Cornell engineers used precisely timed laser pulses to control changeable properties in a quantum material, pioneering a method that may have wide applications across a class of materials with immense technological interest.
Postdoctoral researcher Oleg Gorobtsov is co-lead author of "Femtosecond Control of Phonon Dynamic Near a Magnetic Order Critical Point," published May 17 in Nature Communications. Gorobtsov works in the lab of senior author Andrej Singer, assistant professor of materials science and engineering in the College of Engineering.
The engineers used femtosecond laser pulses aimed at specific points in a thin metal film with magnetic order to control the material's transient phonon state - the vibrational motion in which the material's atoms oscillate. The technique gives physicists another tool in the quest to control quantum materials at their natural time and length scales, Gorobtsov said.
"Technology is moving into the direction of ever-faster switching between different states of a material," he said. "Lasers currently offer speeds as fast as one millionth of one billionth (a quadrillionth) of a second. During this switching, detrimental or beneficial non-equilibrium atomic vibrations, or phonons, often arise."
This method of using multiple photoexcitations to initiate and then either extinguish or control these transitional vibrational states in a material with magnetic order shows qualitatively how phonon dynamics can be controlled using laser pulses.
The work was carried out at the Linac Coherent Light Source at the SLAC National Accelerator Laboratory in Palo Alto, California. Gorobtsov and Singer ran the experiment at the SLAC facility because its X-ray equipment gave them the ability to precisely measure the material's changes in transitional states.
"Obviously, when these materials are used in real devices, we cannot put a state-of-the-art X-ray source inside to measure the material response," Gorobtsov said. "However, the unique information from an X-ray free electron laser lets us build a fundamental quantitative model of ultrafast transitions in this material."
Having this quantitative model will enable researchers to predict the behavior of elemental chromium, the paradigmatic quantum material used in this study, as well as that of many related materials.
This experiment grew out of an earlier study Singer ran, in which he showed that a single laser pulse could initiate a transitional vibrational state in a quantum material.
"We saw that a laser pulse induces an extraordinarily strong response," Singer said, "and that led us to believe that multiple pulses would offer a unique opportunity to control the magnetic quantum material. Dr. Gorobtsov's experiment shows that our hypothesis was correct."
Gorobtsov and Singer see possible applications in the field of spintronics - the study of an electron's intrinsic spin, its magnetic moment and its charge in solid-state devices. Being able to induce, control and extinguish changes in spin states with precision would have implications in energy harvesting and storage, and in data storage and transfer.
"It is hard to imagine the full range of applications," Singer said, "but the new fundamental understanding holds promise for new advances in ultrafast science and technology."
Co-authors include researchers from the Italian Institute of Technology and the University of California, San Diego. The research was supported by the U.S. Department of Energy's Office of Basic Energy Sciences.
Chris Dawson is a writer for the College of Engineering.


**How to complete this task:** Copy the records below exactly, omitting any pictures they contain.
_ _ _ _ _ _ _
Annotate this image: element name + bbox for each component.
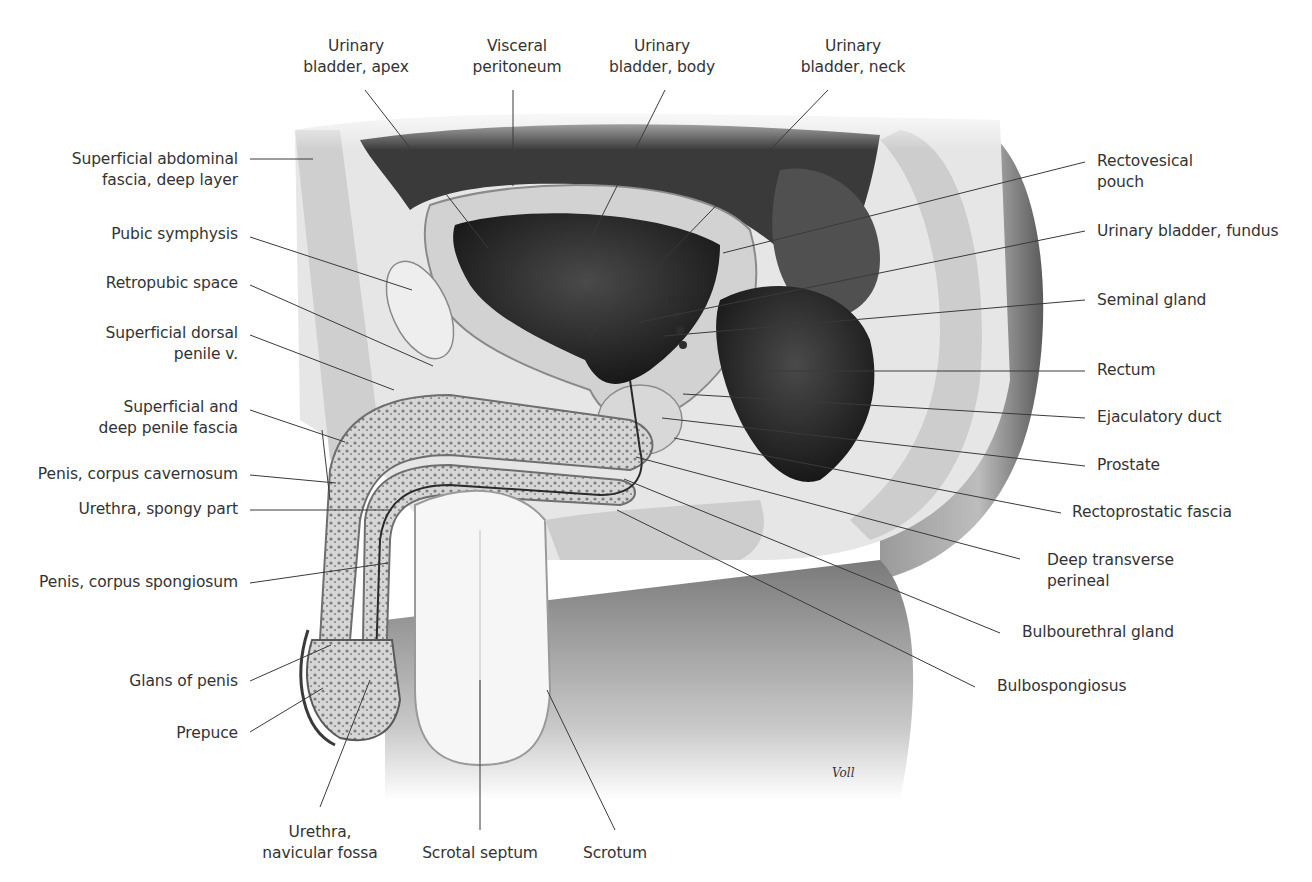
label-line: Urinary bladder, fundus xyxy=(1097,221,1278,242)
label-line: Penis, corpus cavernosum xyxy=(0,464,238,485)
label-line: perineal xyxy=(1047,571,1174,592)
label-line: Superficial and xyxy=(0,397,238,418)
label-bladder-neck: Urinary bladder, neck xyxy=(783,36,923,78)
label-line: Urethra, xyxy=(245,822,395,843)
label-urethra-spongy: Urethra, spongy part xyxy=(0,499,238,520)
label-line: bladder, body xyxy=(592,57,732,78)
label-bladder-body: Urinary bladder, body xyxy=(592,36,732,78)
label-corpus-spongiosum: Penis, corpus spongiosum xyxy=(0,572,238,593)
label-prepuce: Prepuce xyxy=(0,723,238,744)
label-retropubic-space: Retropubic space xyxy=(0,273,238,294)
label-line: bladder, neck xyxy=(783,57,923,78)
label-seminal-gland: Seminal gland xyxy=(1097,290,1206,311)
label-prostate: Prostate xyxy=(1097,455,1160,476)
label-line: Prostate xyxy=(1097,455,1160,476)
label-line: Superficial abdominal xyxy=(0,149,238,170)
label-line: Rectum xyxy=(1097,360,1156,381)
label-visceral-peritoneum: Visceral peritoneum xyxy=(452,36,582,78)
label-line: Pubic symphysis xyxy=(0,224,238,245)
label-line: Ejaculatory duct xyxy=(1097,407,1221,428)
label-line: fascia, deep layer xyxy=(0,170,238,191)
label-line: Scrotum xyxy=(575,843,655,864)
artist-signature: Voll xyxy=(832,766,854,780)
label-line: Urinary xyxy=(783,36,923,57)
label-line: bladder, apex xyxy=(286,57,426,78)
label-line: Rectoprostatic fascia xyxy=(1072,502,1232,523)
label-rectovesical-pouch: Rectovesical pouch xyxy=(1097,151,1193,193)
label-bulbospongiosus: Bulbospongiosus xyxy=(997,676,1126,697)
label-line: deep penile fascia xyxy=(0,418,238,439)
label-line: Penis, corpus spongiosum xyxy=(0,572,238,593)
label-ejaculatory-duct: Ejaculatory duct xyxy=(1097,407,1221,428)
label-scrotum: Scrotum xyxy=(575,843,655,864)
label-line: navicular fossa xyxy=(245,843,395,864)
pelvis-illustration xyxy=(0,0,1312,882)
label-sup-dorsal-penile-v: Superficial dorsal penile v. xyxy=(0,323,238,365)
label-line: Seminal gland xyxy=(1097,290,1206,311)
label-line: Superficial dorsal xyxy=(0,323,238,344)
label-line: peritoneum xyxy=(452,57,582,78)
label-glans: Glans of penis xyxy=(0,671,238,692)
label-bulbourethral-gland: Bulbourethral gland xyxy=(1022,622,1174,643)
label-sup-deep-penile-fascia: Superficial and deep penile fascia xyxy=(0,397,238,439)
label-line: penile v. xyxy=(0,344,238,365)
label-bladder-fundus: Urinary bladder, fundus xyxy=(1097,221,1278,242)
label-line: Deep transverse xyxy=(1047,550,1174,571)
label-line: Bulbourethral gland xyxy=(1022,622,1174,643)
label-deep-transverse-perineal: Deep transverse perineal xyxy=(1047,550,1174,592)
label-rectoprostatic-fascia: Rectoprostatic fascia xyxy=(1072,502,1232,523)
label-line: Urethra, spongy part xyxy=(0,499,238,520)
label-line: Urinary xyxy=(592,36,732,57)
anatomy-figure: Urinary bladder, apex Visceral peritoneu… xyxy=(0,0,1312,882)
label-line: Prepuce xyxy=(0,723,238,744)
label-line: Visceral xyxy=(452,36,582,57)
label-bladder-apex: Urinary bladder, apex xyxy=(286,36,426,78)
label-line: Rectovesical xyxy=(1097,151,1193,172)
label-scrotal-septum: Scrotal septum xyxy=(410,843,550,864)
label-rectum: Rectum xyxy=(1097,360,1156,381)
label-corpus-cavernosum: Penis, corpus cavernosum xyxy=(0,464,238,485)
label-line: Glans of penis xyxy=(0,671,238,692)
label-sup-abd-fascia: Superficial abdominal fascia, deep layer xyxy=(0,149,238,191)
label-line: pouch xyxy=(1097,172,1193,193)
label-line: Retropubic space xyxy=(0,273,238,294)
label-line: Bulbospongiosus xyxy=(997,676,1126,697)
label-pubic-symphysis: Pubic symphysis xyxy=(0,224,238,245)
label-line: Urinary xyxy=(286,36,426,57)
label-navicular-fossa: Urethra, navicular fossa xyxy=(245,822,395,864)
label-line: Scrotal septum xyxy=(410,843,550,864)
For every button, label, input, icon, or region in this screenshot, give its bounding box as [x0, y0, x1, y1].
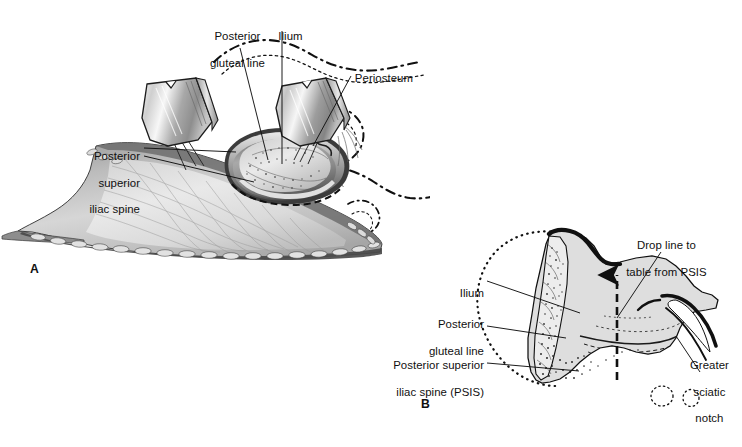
label-line-2: sciatic	[693, 386, 725, 398]
label-line-1: Periosteum	[355, 72, 413, 84]
label-line-3: iliac spine	[89, 203, 140, 215]
label-posterior-superior-iliac-spine-a: Posterior superior iliac spine	[64, 137, 140, 230]
label-periosteum-a: Periosteum	[342, 59, 412, 99]
label-line-1: Ilium	[278, 30, 302, 42]
label-drop-line-to-table-from-psis: Drop line to table from PSIS	[606, 226, 714, 292]
ghost-circle-1	[651, 386, 673, 406]
label-line-1: Posterior	[438, 318, 484, 330]
label-line-2: iliac spine (PSIS)	[396, 386, 484, 398]
label-line-1: Greater	[690, 359, 729, 371]
label-line-1: Ilium	[460, 287, 484, 299]
label-line-2: gluteal line	[210, 57, 265, 69]
label-line-2: table from PSIS	[626, 266, 707, 278]
panel-label-a: A	[30, 262, 39, 276]
label-line-1: Posterior superior	[393, 359, 484, 371]
label-posterior-gluteal-line-a: Posterior gluteal line	[195, 17, 267, 83]
label-line-1: Drop line to	[637, 239, 696, 251]
label-line-1: Posterior	[94, 150, 140, 162]
label-line-1: Posterior	[214, 30, 260, 42]
label-line-3: notch	[695, 412, 723, 424]
label-greater-sciatic-notch: Greater sciatic notch	[673, 346, 733, 439]
panel-label-b: B	[421, 397, 430, 411]
figure-root: Posterior gluteal line Ilium Periosteum …	[0, 0, 742, 447]
label-line-2: superior	[98, 177, 140, 189]
label-ilium-a: Ilium	[264, 17, 304, 57]
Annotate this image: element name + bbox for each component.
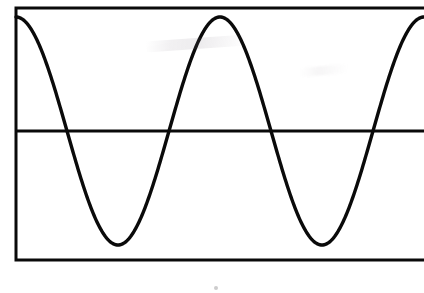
figure-canvas [0,0,424,293]
figure-background [0,0,424,293]
sine-wave-figure-svg [0,0,424,293]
_ _ _ _ _ _ _
**Task response:**
Annotate this image: element name + bbox for each component.
label-line: Urinary bladder, fundus xyxy=(1097,221,1278,242)
label-line: Penis, corpus cavernosum xyxy=(0,464,238,485)
label-line: perineal xyxy=(1047,571,1174,592)
label-line: Superficial and xyxy=(0,397,238,418)
label-bladder-neck: Urinary bladder, neck xyxy=(783,36,923,78)
label-line: Urethra, xyxy=(245,822,395,843)
label-urethra-spongy: Urethra, spongy part xyxy=(0,499,238,520)
label-line: bladder, body xyxy=(592,57,732,78)
label-bladder-body: Urinary bladder, body xyxy=(592,36,732,78)
label-corpus-spongiosum: Penis, corpus spongiosum xyxy=(0,572,238,593)
label-prepuce: Prepuce xyxy=(0,723,238,744)
label-retropubic-space: Retropubic space xyxy=(0,273,238,294)
label-line: bladder, neck xyxy=(783,57,923,78)
label-seminal-gland: Seminal gland xyxy=(1097,290,1206,311)
label-prostate: Prostate xyxy=(1097,455,1160,476)
label-line: Prostate xyxy=(1097,455,1160,476)
label-line: Superficial abdominal xyxy=(0,149,238,170)
label-line: Rectum xyxy=(1097,360,1156,381)
label-visceral-peritoneum: Visceral peritoneum xyxy=(452,36,582,78)
label-line: Pubic symphysis xyxy=(0,224,238,245)
label-line: Ejaculatory duct xyxy=(1097,407,1221,428)
label-line: fascia, deep layer xyxy=(0,170,238,191)
label-line: Scrotum xyxy=(575,843,655,864)
artist-signature: Voll xyxy=(832,766,854,780)
label-line: Urinary xyxy=(783,36,923,57)
label-line: bladder, apex xyxy=(286,57,426,78)
label-line: Rectoprostatic fascia xyxy=(1072,502,1232,523)
label-rectovesical-pouch: Rectovesical pouch xyxy=(1097,151,1193,193)
label-bulbospongiosus: Bulbospongiosus xyxy=(997,676,1126,697)
label-line: deep penile fascia xyxy=(0,418,238,439)
label-line: Penis, corpus spongiosum xyxy=(0,572,238,593)
label-ejaculatory-duct: Ejaculatory duct xyxy=(1097,407,1221,428)
label-scrotum: Scrotum xyxy=(575,843,655,864)
label-line: navicular fossa xyxy=(245,843,395,864)
pelvis-illustration xyxy=(0,0,1312,882)
label-sup-dorsal-penile-v: Superficial dorsal penile v. xyxy=(0,323,238,365)
label-line: Seminal gland xyxy=(1097,290,1206,311)
label-line: Superficial dorsal xyxy=(0,323,238,344)
label-line: peritoneum xyxy=(452,57,582,78)
label-glans: Glans of penis xyxy=(0,671,238,692)
label-bulbourethral-gland: Bulbourethral gland xyxy=(1022,622,1174,643)
label-sup-deep-penile-fascia: Superficial and deep penile fascia xyxy=(0,397,238,439)
label-line: penile v. xyxy=(0,344,238,365)
label-bladder-fundus: Urinary bladder, fundus xyxy=(1097,221,1278,242)
label-line: Deep transverse xyxy=(1047,550,1174,571)
label-line: Bulbourethral gland xyxy=(1022,622,1174,643)
label-deep-transverse-perineal: Deep transverse perineal xyxy=(1047,550,1174,592)
label-rectoprostatic-fascia: Rectoprostatic fascia xyxy=(1072,502,1232,523)
label-line: Urethra, spongy part xyxy=(0,499,238,520)
label-line: Urinary xyxy=(592,36,732,57)
anatomy-figure: Urinary bladder, apex Visceral peritoneu… xyxy=(0,0,1312,882)
label-line: Prepuce xyxy=(0,723,238,744)
label-line: Visceral xyxy=(452,36,582,57)
label-bladder-apex: Urinary bladder, apex xyxy=(286,36,426,78)
label-line: Rectovesical xyxy=(1097,151,1193,172)
label-scrotal-septum: Scrotal septum xyxy=(410,843,550,864)
label-rectum: Rectum xyxy=(1097,360,1156,381)
label-corpus-cavernosum: Penis, corpus cavernosum xyxy=(0,464,238,485)
label-line: Glans of penis xyxy=(0,671,238,692)
label-sup-abd-fascia: Superficial abdominal fascia, deep layer xyxy=(0,149,238,191)
label-line: pouch xyxy=(1097,172,1193,193)
label-line: Retropubic space xyxy=(0,273,238,294)
label-line: Bulbospongiosus xyxy=(997,676,1126,697)
label-pubic-symphysis: Pubic symphysis xyxy=(0,224,238,245)
label-line: Urinary xyxy=(286,36,426,57)
label-navicular-fossa: Urethra, navicular fossa xyxy=(245,822,395,864)
label-line: Scrotal septum xyxy=(410,843,550,864)
For every button, label, input, icon, or region in this screenshot, give its bounding box as [x0, y0, x1, y1].
label-line-2: sciatic	[693, 386, 725, 398]
label-line-1: Periosteum	[355, 72, 413, 84]
label-line-3: iliac spine	[89, 203, 140, 215]
label-posterior-superior-iliac-spine-a: Posterior superior iliac spine	[64, 137, 140, 230]
label-periosteum-a: Periosteum	[342, 59, 412, 99]
label-line-1: Ilium	[278, 30, 302, 42]
label-drop-line-to-table-from-psis: Drop line to table from PSIS	[606, 226, 714, 292]
ghost-circle-1	[651, 386, 673, 406]
label-line-1: Posterior	[438, 318, 484, 330]
label-line-2: iliac spine (PSIS)	[396, 386, 484, 398]
label-line-1: Greater	[690, 359, 729, 371]
label-line-1: Ilium	[460, 287, 484, 299]
label-line-2: gluteal line	[210, 57, 265, 69]
label-line-2: table from PSIS	[626, 266, 707, 278]
panel-label-a: A	[30, 262, 39, 276]
label-line-1: Posterior superior	[393, 359, 484, 371]
label-posterior-gluteal-line-a: Posterior gluteal line	[195, 17, 267, 83]
label-line-1: Drop line to	[637, 239, 696, 251]
label-line-1: Posterior	[94, 150, 140, 162]
label-line-1: Posterior	[214, 30, 260, 42]
label-line-3: notch	[695, 412, 723, 424]
label-greater-sciatic-notch: Greater sciatic notch	[673, 346, 733, 439]
panel-label-b: B	[421, 397, 430, 411]
figure-root: Posterior gluteal line Ilium Periosteum …	[0, 0, 742, 447]
label-line-2: superior	[98, 177, 140, 189]
label-ilium-a: Ilium	[264, 17, 304, 57]
Annotate this image: element name + bbox for each component.
figure-canvas [0,0,424,293]
figure-background [0,0,424,293]
sine-wave-figure-svg [0,0,424,293]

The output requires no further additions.